Sunday, 27 September 2009 07:31

The Caretaker by Harold Pinter- the work of a lighting designer by Jim Craig

How do you describe light? It’s a very difficult thing. Often directors and designers communicate about light in emotional terms, broken sentences, and even bizarre hand gestures. “The light in this moment should be mysterious and bordering on scary” he says as his hands are swirling above his head, or “The light in this scene should be welcoming and provoke a sense of happiness?” as shoulders are shrugged looking for acceptance. These are hypothetical statements not actual comments from the production process, mostly it’s fragmented sentences accompanied by darting eye movements and ending in a “You know what I mean…Right?” My son often describes sun light to me as “The happiness” “Dad, I want to go to the happiness, I’m cold.” he will say if he’s standing in the shade of a tree after playing in a pool (he’s 2 ½).

So my job on a production is to take all of the descriptions of light from the text, stage directions, directors’ concepts, my concepts, and mush it all together to create a lighting plan that will be our visual language for a play, or at least the building blocks of the language which won’t be realized until half way through the technical rehearsals of the show. This plan also needs to facilitate the practical needs of the play by allowing me to shift focus around the stage, acting as a guide to show the audience where to look (provided they want to look where I put the light, some times the more interesting place to look is into the shadows, we all love a good mystery). This lighting plan should also help explain and support the information not in the text, like time of day, weather, motivating light sources in a room, closure, openness and that kind of thing. However the power of light often comes from what can’t be easily described in words. Most people don’t think about the functions of the light they see by breaking it down into its individual qualities (color, intensity, form, direction, and movement), they have a reaction on a more primal level. Often you have a reaction that invokes an emotional response of safety, fear, happiness, sadness, etc you get the picture. So the power of light is best used trying to invoke those emotional responses in a way that supports the direction of the play. As an audience member you can listen to a scene, think of its meaning, and then make an intellectual judgment about it and decide if you believe it or not. Light is much sneaker than that, because it triggers these very basic emotions. Your higher-level brain doesn’t have time to make a judgment on what it just saw, so you just believe it its right, what ever you felt is correct and your brain doesn’t try to dispute it. If I can sneak those moments into the play over and over it will support the work both intellectually and emotionally and help you disregard the other 150 people around you so you can focus on the story at hand, and maybe feel something unexpected.

 

Last modified on Monday, 28 September 2009 07:53

1 comment

  • Comment Link mike Thursday, 08 October 2009 20:49 posted by mike

    I have enjoyed many SLAC plays. This one was the most boring waste of time I have ever seen. All the people that sat around us were also complaining about this play during both intermissions. A few of the people around us left during the second intermission, including us. I am hopeful for the next play, can't get any worse.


WHAT THE TASK REQUIRES:
Scan the entries below and count the lines holding the string "length". Supply only the number.

TASK INPUTS:
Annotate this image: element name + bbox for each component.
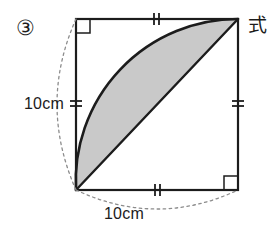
- formula-label: 式: [248, 16, 267, 35]
- right-angle-mark-top-left: [76, 19, 90, 33]
- problem-number-text: ③: [10, 13, 40, 43]
- right-angle-mark-bottom-right: [224, 176, 238, 190]
- side-length-label-left: 10cm: [24, 96, 64, 112]
- dotted-guide-arc-bottom: [76, 190, 238, 209]
- geometry-figure-panel: ③ 10cm 10cm 式: [0, 0, 276, 232]
- side-length-label-bottom: 10cm: [104, 206, 144, 222]
- problem-number-label: ③: [10, 13, 40, 43]
- geometry-diagram: [0, 0, 276, 232]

RESPONSE TO THIS EXERCISE:
2